"Shell dissolution" refers to the process of a protective outer layer, like a shell or coating, gradually breaking down or dissolving.
Full definition
Nina Bednarsek followed with a 2012 paper in which she too attributed
shell dissolution of a sea butterfly (Limacina helicina) to increasing anthropogenic CO2.
As will be shown, the depiction would be far more accurate if it was turned upside down, so that the downward arrows point upwards to illustrate
shell dissolution happens when old carbon stored at depth is upwelled to the surface.
Limacina
helicina shell dissolution as an indicator of declining habitat suitability owing to ocean acidification in the California Current Ecosystem.

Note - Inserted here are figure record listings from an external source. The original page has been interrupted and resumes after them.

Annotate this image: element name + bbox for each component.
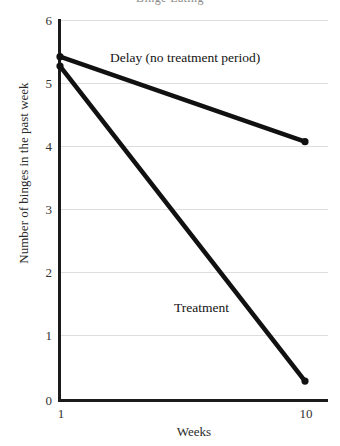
data-point-delay-week1 bbox=[56, 53, 63, 60]
data-point-treatment-week1 bbox=[56, 63, 63, 70]
series-line-delay bbox=[60, 57, 305, 142]
series-delay bbox=[56, 53, 308, 145]
data-series-layer bbox=[0, 0, 340, 446]
series-annotation-treatment: Treatment bbox=[174, 300, 229, 316]
data-point-treatment-week10 bbox=[301, 378, 308, 385]
chart-figure: Binge Eating 6 5 4 3 2 1 0 Number of bin… bbox=[0, 0, 340, 446]
data-point-delay-week10 bbox=[301, 138, 308, 145]
series-line-treatment bbox=[60, 66, 305, 381]
series-annotation-delay: Delay (no treatment period) bbox=[110, 50, 260, 66]
series-treatment bbox=[56, 63, 308, 385]
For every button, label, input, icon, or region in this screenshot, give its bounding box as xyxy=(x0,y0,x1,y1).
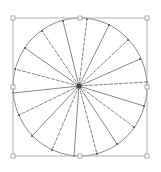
spoke-line[interactable] xyxy=(19,86,79,115)
spoke-endpoint-node[interactable] xyxy=(24,47,26,49)
spoke-line[interactable] xyxy=(79,25,109,86)
spoke-line[interactable] xyxy=(13,86,79,93)
resize-handle-top-right[interactable] xyxy=(145,16,149,20)
resize-handle-middle-right[interactable] xyxy=(145,85,149,89)
wheel-hub-center xyxy=(77,84,82,89)
resize-handle-bottom-left[interactable] xyxy=(11,154,15,158)
spoke-line[interactable] xyxy=(32,86,79,136)
drawing-canvas[interactable] xyxy=(0,0,161,172)
spoke-line[interactable] xyxy=(79,86,97,154)
resize-handle-top-middle[interactable] xyxy=(78,16,82,20)
spoke-endpoint-node[interactable] xyxy=(31,135,33,137)
spoke-line[interactable] xyxy=(79,59,140,86)
spoke-endpoint-node[interactable] xyxy=(127,39,129,41)
spoke-endpoint-node[interactable] xyxy=(14,68,16,70)
spoke-endpoint-node[interactable] xyxy=(116,143,118,145)
spoke-line[interactable] xyxy=(79,19,87,86)
spoke-endpoint-node[interactable] xyxy=(62,20,64,22)
spoke-endpoint-node[interactable] xyxy=(18,114,20,116)
spoke-endpoint-node[interactable] xyxy=(96,153,98,155)
spoke-endpoint-node[interactable] xyxy=(143,105,145,107)
resize-handle-bottom-middle[interactable] xyxy=(78,154,82,158)
spoke-endpoint-node[interactable] xyxy=(51,149,53,151)
spoke-line[interactable] xyxy=(79,86,134,127)
spoke-endpoint-node[interactable] xyxy=(41,30,43,32)
resize-handle-top-left[interactable] xyxy=(11,16,15,20)
spoke-line[interactable] xyxy=(79,40,128,86)
resize-handle-bottom-right[interactable] xyxy=(145,154,149,158)
spoked-wheel-drawing[interactable] xyxy=(0,0,161,172)
spoke-line[interactable] xyxy=(79,86,144,106)
spoke-endpoint-node[interactable] xyxy=(133,126,135,128)
spoke-line[interactable] xyxy=(79,82,147,86)
spoke-endpoint-node[interactable] xyxy=(139,58,141,60)
spoke-line[interactable] xyxy=(79,86,117,144)
spoke-endpoint-node[interactable] xyxy=(108,24,110,26)
resize-handle-middle-left[interactable] xyxy=(11,85,15,89)
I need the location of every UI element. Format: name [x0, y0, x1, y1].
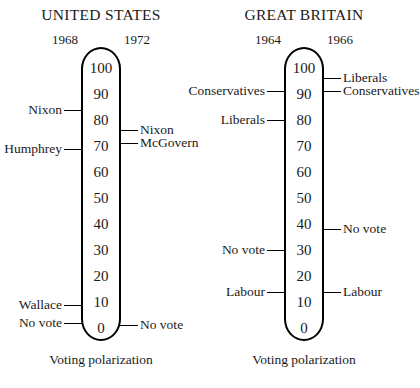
panel-great-britain: GREAT BRITAIN 1964 1966 1009080706050403…	[203, 0, 405, 388]
marker-label-left: Wallace	[19, 298, 62, 312]
marker-label-left: Liberals	[221, 113, 265, 127]
marker-label-left: Conservatives	[189, 85, 266, 99]
scale-tick-label: 50	[81, 191, 121, 206]
scale-tick-label: 90	[284, 87, 324, 102]
marker-label-left: No vote	[19, 316, 62, 330]
scale-tick-label: 50	[284, 191, 324, 206]
scale-tick-label: 10	[284, 295, 324, 310]
scale-tick-label: 60	[81, 165, 121, 180]
panel-caption: Voting polarization	[203, 352, 405, 368]
scale-tick-label: 70	[81, 139, 121, 154]
scale-tick-label: 20	[81, 269, 121, 284]
marker-tick-left	[64, 149, 83, 150]
scale-tick-label: 0	[284, 321, 324, 336]
marker-tick-right	[322, 292, 341, 293]
year-label-right: 1972	[124, 32, 150, 48]
marker-tick-left	[267, 292, 286, 293]
marker-label-right: No vote	[343, 222, 386, 236]
scale-tick-label: 80	[284, 113, 324, 128]
panel-title: UNITED STATES	[0, 6, 202, 24]
marker-tick-left	[267, 120, 286, 121]
scale-tick-label: 70	[284, 139, 324, 154]
panel-title: GREAT BRITAIN	[203, 6, 405, 24]
scale-tick-label: 80	[81, 113, 121, 128]
scale-tick-label: 20	[284, 269, 324, 284]
year-label-left: 1968	[52, 32, 78, 48]
scale-tick-label: 30	[284, 243, 324, 258]
marker-tick-right	[322, 229, 341, 230]
scale-tick-label: 10	[81, 295, 121, 310]
marker-label-left: Humphrey	[4, 142, 62, 156]
panel-united-states: UNITED STATES 1968 1972 1009080706050403…	[0, 0, 202, 388]
year-label-left: 1964	[255, 32, 281, 48]
marker-tick-left	[64, 323, 83, 324]
marker-tick-left	[64, 305, 83, 306]
marker-tick-right	[119, 130, 138, 131]
marker-tick-right	[119, 143, 138, 144]
marker-tick-left	[267, 91, 286, 92]
marker-label-right: Conservatives	[343, 85, 420, 99]
scale-tick-label: 40	[81, 217, 121, 232]
scale-tick-label: 40	[284, 217, 324, 232]
marker-tick-right	[322, 78, 341, 79]
scale-tick-label: 0	[81, 321, 121, 336]
marker-tick-left	[64, 110, 83, 111]
marker-label-left: No vote	[222, 243, 265, 257]
scale-tick-label: 100	[81, 61, 121, 76]
year-label-right: 1966	[327, 32, 353, 48]
marker-label-left: Labour	[226, 285, 265, 299]
scale-tick-label: 100	[284, 61, 324, 76]
scale-tick-label: 90	[81, 87, 121, 102]
scale-tick-label: 60	[284, 165, 324, 180]
scale-tick-label: 30	[81, 243, 121, 258]
marker-label-left: Nixon	[28, 103, 62, 117]
panel-caption: Voting polarization	[0, 352, 202, 368]
marker-label-right: No vote	[140, 319, 183, 333]
marker-tick-left	[267, 250, 286, 251]
marker-label-right: Labour	[343, 285, 382, 299]
marker-label-right: McGovern	[140, 137, 198, 151]
marker-tick-right	[119, 325, 138, 326]
marker-tick-right	[322, 91, 341, 92]
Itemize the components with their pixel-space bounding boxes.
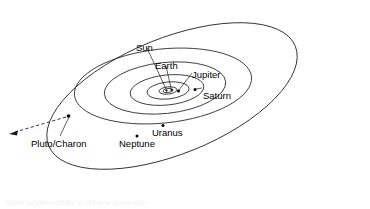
sun-dot [165,89,167,91]
motion-direction-arrow [9,117,66,136]
saturn-leader-line [196,88,202,89]
label-sun: Sun [136,43,153,53]
orbit-neptune [71,40,256,132]
figure-page: Sun Earth Jupiter Saturn Uranus Neptune … [0,0,370,209]
caption-showthrough: Solar system orbits in oblique projectio… [6,199,147,207]
direction-arrow-shaft [15,117,66,132]
label-earth: Earth [155,61,178,71]
orbit-inner-planets-2 [159,86,178,95]
orbit-pluto-charon [27,0,317,200]
label-jupiter: Jupiter [192,70,221,80]
pluto-charon-dot [67,114,71,118]
direction-arrow-head [9,131,18,136]
solar-system-diagram [0,0,370,209]
leader-line-group [60,48,202,136]
label-pluto-charon: Pluto/Charon [31,139,86,149]
label-uranus: Uranus [152,128,183,138]
earth-dot [170,89,172,91]
jupiter-dot [177,90,180,93]
pluto-leader-line [60,117,69,136]
orbit-jupiter [146,80,190,101]
saturn-dot [194,88,197,91]
label-neptune: Neptune [119,139,155,149]
orbit-group [27,0,317,200]
label-saturn: Saturn [203,91,231,101]
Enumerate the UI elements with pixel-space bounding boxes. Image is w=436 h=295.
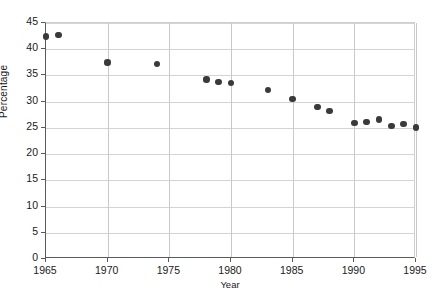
gridline-horizontal (46, 154, 414, 155)
y-tick-label: 10 (26, 199, 38, 211)
y-axis-label: Percentage (0, 65, 9, 118)
gridline-vertical (169, 23, 170, 257)
y-tick-mark (41, 48, 45, 49)
scatter-plot-figure: 051015202530354045 196519701975198019851… (0, 0, 436, 295)
gridline-horizontal (46, 233, 414, 234)
gridline-horizontal (46, 207, 414, 208)
x-axis-label-text: Year (220, 279, 239, 290)
plot-area (45, 22, 415, 258)
y-tick-mark (41, 74, 45, 75)
data-point (363, 119, 369, 125)
y-tick-mark (41, 179, 45, 180)
data-point (228, 80, 234, 86)
x-tick-mark (107, 258, 108, 262)
x-tick-mark (292, 258, 293, 262)
y-tick-mark (41, 22, 45, 23)
gridline-vertical (231, 23, 232, 257)
y-tick-mark (41, 101, 45, 102)
data-point (104, 59, 110, 65)
data-point (326, 108, 332, 114)
data-point (413, 124, 419, 130)
data-point (203, 76, 209, 82)
gridline-horizontal (46, 49, 414, 50)
y-tick-label: 45 (26, 15, 38, 27)
data-point (376, 116, 382, 122)
x-tick-label: 1985 (280, 264, 303, 276)
gridline-horizontal (46, 180, 414, 181)
gridline-horizontal (46, 102, 414, 103)
x-tick-mark (415, 258, 416, 262)
x-tick-label: 1980 (218, 264, 241, 276)
data-point (215, 79, 221, 85)
x-tick-label: 1970 (95, 264, 118, 276)
x-tick-label: 1965 (33, 264, 56, 276)
gridline-horizontal (46, 23, 414, 24)
gridline-vertical (293, 23, 294, 257)
gridline-vertical (416, 23, 417, 257)
gridline-horizontal (46, 128, 414, 129)
y-tick-label: 5 (32, 225, 38, 237)
x-tick-mark (353, 258, 354, 262)
y-tick-label: 40 (26, 41, 38, 53)
data-point (154, 61, 160, 67)
y-tick-mark (41, 206, 45, 207)
gridline-horizontal (46, 75, 414, 76)
x-tick-mark (230, 258, 231, 262)
y-tick-label: 15 (26, 172, 38, 184)
data-point (314, 104, 320, 110)
y-tick-label: 30 (26, 94, 38, 106)
data-point (388, 123, 394, 129)
data-point (55, 32, 61, 38)
gridline-vertical (108, 23, 109, 257)
gridline-vertical (354, 23, 355, 257)
y-tick-label: 0 (32, 251, 38, 263)
x-axis-label: Year (0, 279, 436, 290)
y-tick-mark (41, 153, 45, 154)
data-point (351, 120, 357, 126)
y-tick-label: 35 (26, 67, 38, 79)
x-tick-label: 1975 (157, 264, 180, 276)
x-tick-label: 1995 (403, 264, 426, 276)
y-tick-mark (41, 127, 45, 128)
data-point (43, 33, 49, 39)
y-tick-mark (41, 232, 45, 233)
data-point (265, 87, 271, 93)
data-point (400, 121, 406, 127)
x-tick-label: 1990 (342, 264, 365, 276)
y-tick-label: 20 (26, 146, 38, 158)
x-tick-mark (45, 258, 46, 262)
x-tick-mark (168, 258, 169, 262)
y-tick-label: 25 (26, 120, 38, 132)
data-point (289, 96, 295, 102)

Bednarsek argues the sea butterfly's thin periostracum, especially in juveniles, offers very little to no protection from low pH water suggesting they are very susceptible to life
threatening shell dissolution.
And although tropical waters are the most supersaturated and the most unlikely to
promote shell dissolution, pteropods are least abundant in those tropical waters.
Furthermore to
counteract shell dissolution in damaged areas, sea butterflies rapidly repair their shells by adding more calcium carbonate to the inside of the shell.
Based on observations, they concluded sea butterflies «are perhaps not as vulnerable to ocean acidification as previously claimed, at least not from
direct shell dissolution.»
Snails at five stations showed no evidence of
shell dissolution.
Her shell dissolution was limited to just one station.